To a group of Cortes Islanders, coming together to oppose logging is a time-honoured tradition, one that they’ve dusted off again after hearing about Mosaic Forest Management’s plans to log a portion of the island in 2022, 2023 and 2024.

On April 20, around 100 people gathered at Manson’s Community Hall to respond to Mosaic’s plans to log on lands owned by the company. There are just over 1,000 hectares identified as harvestable in a draft map that was shared as part of the company’s three year plan back in January. The meeting was a celebration of the forests on Cortes Island held in response to those plans, and presenters spoke about the ecosystem on the island, particularly its rarity and the value it has in protecting the environment.

RELATED: Two mossy events coming to Cortes Island in November

“The old growth on Cortes is virtually gone,” said presenter Bruce Ellingsen. “What’s left now is second growth and some parcels of third growth. Each harvest removes 50 per cent of the nutrients in the logs that go out from the forest.”

Ellingsen said that he was “seriously concerned about nutrient draw down throughout B.C.” and that the plans to harvest 6,000 to 8,000 cubic metres per year on 1,085 hectares was not sustainable.

Researcher Dan Tucker told the room about the diversity of the island, saying that “old growth forests… are the most bio-diverse ecosystems and we need to maintain these.

“If we don’t have high biodiversity, we’re at risk of losing our ecosystem stability,” Tucker said. “If we lose a species… we could lose the whole stability of the ecosystem.”

Of particular focus during the meeting was the scientific developments around how forests can slow climate change that have occurred since the last time logging was proposed on the island ten years ago. Islander Kai Harvey spoke about mother trees — the oldest trees in a given ecosystem that communicate with and help younger generations grow — saying that a number of these key trees are found in proposed logging sites.

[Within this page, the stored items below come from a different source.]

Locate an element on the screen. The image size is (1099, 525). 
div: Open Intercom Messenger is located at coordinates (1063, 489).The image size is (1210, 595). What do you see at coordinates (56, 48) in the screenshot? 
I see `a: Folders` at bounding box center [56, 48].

“They are the nuclei of the forest, where genetic and climate information is held,” Harvey said.

RELATED: In the forest, a B.C. scientist discovers trees take care of their own

Harvey was one of the younger presenters, but standing up for Cortes’ forests is a family affair. Later in the meeting, Kai’s mother Lovena Harvey spoke against the draft plans, saying that they “represent a business-as-usual approach.

“Meanwhile there is nothing usual about the climate catastrophe that is unfolding. Droughts are intensifying, oceans acidifying and floods are commonplace… the logging path we are still on is hanging over a dystopian mess to our future generations.”

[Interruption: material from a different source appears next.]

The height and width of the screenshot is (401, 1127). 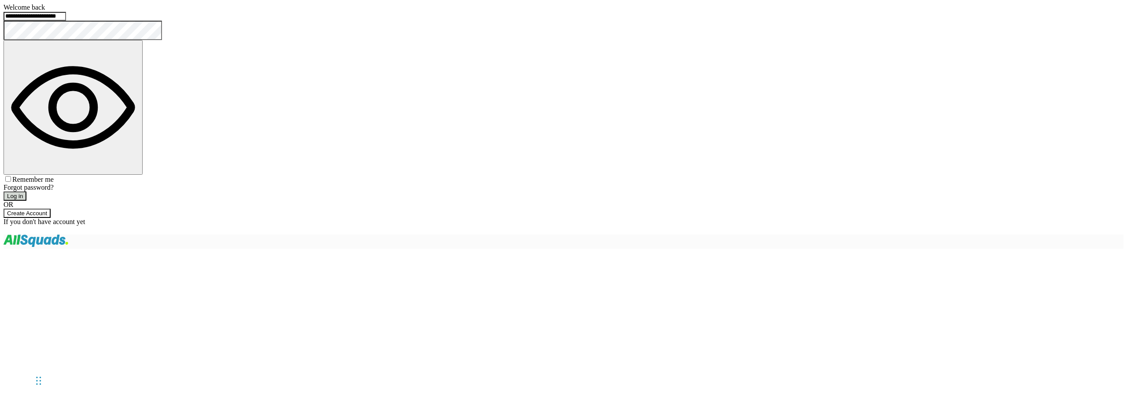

A recording of the meeting is available online from Folk University on Cortes Island.

One of the meeting organizers Cecil Robinson told the Mirror that Mosaic representatives did attend the meeting to listen.

“There were two people who said they would come, and they did, and it was great. They answered a few questions and mostly listened…They certainly have expressed the intention to listen to the community and their willingness to modify their plans and I wanted to acknowledge that.” he said, adding that if the plans were to move forward resembling “anything like what the draft plans initially suggested, they will not succeed. There’s too much opposition.”

Robinson also suggested that a solution would be that the community purchase the land from Mosaic, which was echoed by attendees of the meeting including Strathcona Regional District director Noba Anderson.

“Take it back into community control, let Mosaic take the funds and shareholders can go off and reinvest in something not so contentious,” Robinson said. “It’s the way that everybody can win.”

Mosaic will be holding its own open house on Cortes on May 17.

RELATED: Experts are looking into how mother trees can help reduce risk of wildfires in northern B.C.